The following is inspired from an older blog post from CEO Nikhil Kinikar.

Across the country, there are thousands of store managers who need to calculate the number of shifts needed to staff their stores. Typically, how they calculate their labor demand is based off their projected sales forecast for the week. It’s often assumed that the greater accuracy a forecast has, the better the result for a retailer. But how valuable is a “perfect” sales forecast?

Let’s think about this in practice. If a forecasting module operates at an average of 95 percent accuracy, it means that a sales forecast of $100,000 in a week could be expected to delivery anywhere between $95,000 and $105,000. These numbers affect how a store manager will generate labor demand. Fine tuning a product for greater forecasting accuracy typically involves adding even more metrics to handle within a labor management system, sometimes creating a greater demand than what store managers will have available for them.

All enterprises have separate sales forecasting software meant purely for developing sales targets, not necessarily planning for labor. In an ideal world, both the sales and labor planning departments of an organization should work in harmony, but a forecasting component inside a workforce scheduling software still remains in a conflicted position: where it has to somehow balance accuracy expectations from forecasting with a great volume of work for labor, which carries its own different variables for effective management.

Is an accurate sales forecast helpful? Absolutely. But getting bogged down in accuracy can often be reductive. At worst, it’s the equivalent of adding more gears, applications and functions to a phone originally just meant to call people.

Taking all of these notes into account, consider the following when building your forecast:

1. The need for forecasting accuracy is ultimately presumptuous. No matter how accurate your forecast is, the labor standards that drive the necessary demand forecast are often going to negate how accurately you predict sales.

2. Be aware of sales per labor hour. Activies like cashiering in a grocery store or running a pharmacy are completely different and therefore reflective of how an investment into accuracy of sales forecast should be directly proportional to how much sale each labor hour drives.

3. Greater forecasting accuracy demands microscopic tuning of existing scheduling software and more investment from store managers, whose time is better spent on store floors, selling to customers.

4. If you do decide to aim for greater accuracy, set hopeful, but realistic expectations to make it great over the course of several years – not on the first day.

Like anything else in retail, a strong forecast is a journey. Rather than getting lost in the idea of creating a perfect sales forecast to generate strong workforce schedules, your goal should be to create forecasts that are as actionable for your labor as possible and as customizable as they need to be, ensuring that your store managers have just what they need to do their job.

That way, they and their teams can focus on what they do best: selling!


**HOW TO COMPLETE THIS TASK:** From the line that contains "List UI elements" down to the last line of the entries, repeat every line exactly. Do not carry over the pictures.
[AVAILABLE RECORDS]
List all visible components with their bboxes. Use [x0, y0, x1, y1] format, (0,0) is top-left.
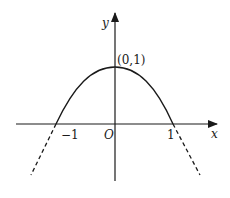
- x-axis-label: x: [211, 127, 218, 141]
- tick-label-pos-one: 1: [167, 128, 175, 142]
- curve-dashed-left: [31, 124, 56, 175]
- tick-label-neg-one: −1: [61, 128, 79, 142]
- y-axis-label: y: [101, 16, 109, 30]
- function-graph: y x O −1 1 (0,1): [0, 0, 230, 198]
- vertex-label: (0,1): [117, 53, 145, 67]
- curve-dashed-right: [173, 124, 200, 175]
- origin-label: O: [104, 128, 114, 142]
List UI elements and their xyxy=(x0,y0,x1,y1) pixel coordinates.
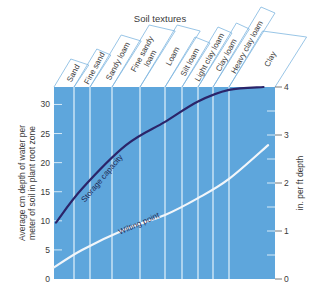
svg-text:20: 20 xyxy=(41,158,51,168)
svg-text:3: 3 xyxy=(284,130,289,140)
texture-label: Sand xyxy=(65,63,82,84)
svg-text:5: 5 xyxy=(45,245,50,255)
soil-water-chart: Soil textures SandFine sandSandy loamFin… xyxy=(0,0,315,299)
svg-text:4: 4 xyxy=(284,82,289,92)
svg-text:0: 0 xyxy=(284,274,289,284)
svg-text:1: 1 xyxy=(284,226,289,236)
svg-text:Clay: Clay xyxy=(263,50,278,68)
svg-text:0: 0 xyxy=(45,274,50,284)
texture-label: Clay xyxy=(263,50,278,68)
chart-title: Soil textures xyxy=(134,13,187,24)
svg-text:Sand: Sand xyxy=(65,63,82,84)
svg-text:Average cm depth of water per: Average cm depth of water per xyxy=(17,125,27,241)
svg-text:10: 10 xyxy=(41,216,51,226)
svg-text:2: 2 xyxy=(284,178,289,188)
left-axis: 051015202530 xyxy=(41,99,51,284)
y2-axis-label: in. per ft depth xyxy=(295,156,305,211)
y-axis-label: Average cm depth of water permeter of so… xyxy=(17,125,37,241)
svg-text:15: 15 xyxy=(41,187,51,197)
svg-text:30: 30 xyxy=(41,99,51,109)
svg-text:25: 25 xyxy=(41,129,51,139)
svg-text:meter of soil in plant root zo: meter of soil in plant root zone xyxy=(27,126,37,240)
right-axis: 01234 xyxy=(275,82,289,284)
[/AVAILABLE RECORDS]
**TASK RESULT:**
List UI elements and their xyxy=(x0,y0,x1,y1) pixel coordinates.
svg-text:20: 20 xyxy=(41,158,51,168)
svg-text:3: 3 xyxy=(284,130,289,140)
texture-label: Sand xyxy=(65,63,82,84)
svg-text:5: 5 xyxy=(45,245,50,255)
soil-water-chart: Soil textures SandFine sandSandy loamFin… xyxy=(0,0,315,299)
svg-text:4: 4 xyxy=(284,82,289,92)
svg-text:0: 0 xyxy=(284,274,289,284)
svg-text:1: 1 xyxy=(284,226,289,236)
svg-text:Clay: Clay xyxy=(263,50,278,68)
svg-text:0: 0 xyxy=(45,274,50,284)
texture-label: Clay xyxy=(263,50,278,68)
chart-title: Soil textures xyxy=(134,13,187,24)
svg-text:Sand: Sand xyxy=(65,63,82,84)
svg-text:Average cm depth of water per: Average cm depth of water per xyxy=(17,125,27,241)
svg-text:10: 10 xyxy=(41,216,51,226)
svg-text:2: 2 xyxy=(284,178,289,188)
left-axis: 051015202530 xyxy=(41,99,51,284)
y2-axis-label: in. per ft depth xyxy=(295,156,305,211)
y-axis-label: Average cm depth of water permeter of so… xyxy=(17,125,37,241)
svg-text:15: 15 xyxy=(41,187,51,197)
svg-text:30: 30 xyxy=(41,99,51,109)
svg-text:25: 25 xyxy=(41,129,51,139)
svg-text:meter of soil in plant root zo: meter of soil in plant root zone xyxy=(27,126,37,240)
right-axis: 01234 xyxy=(275,82,289,284)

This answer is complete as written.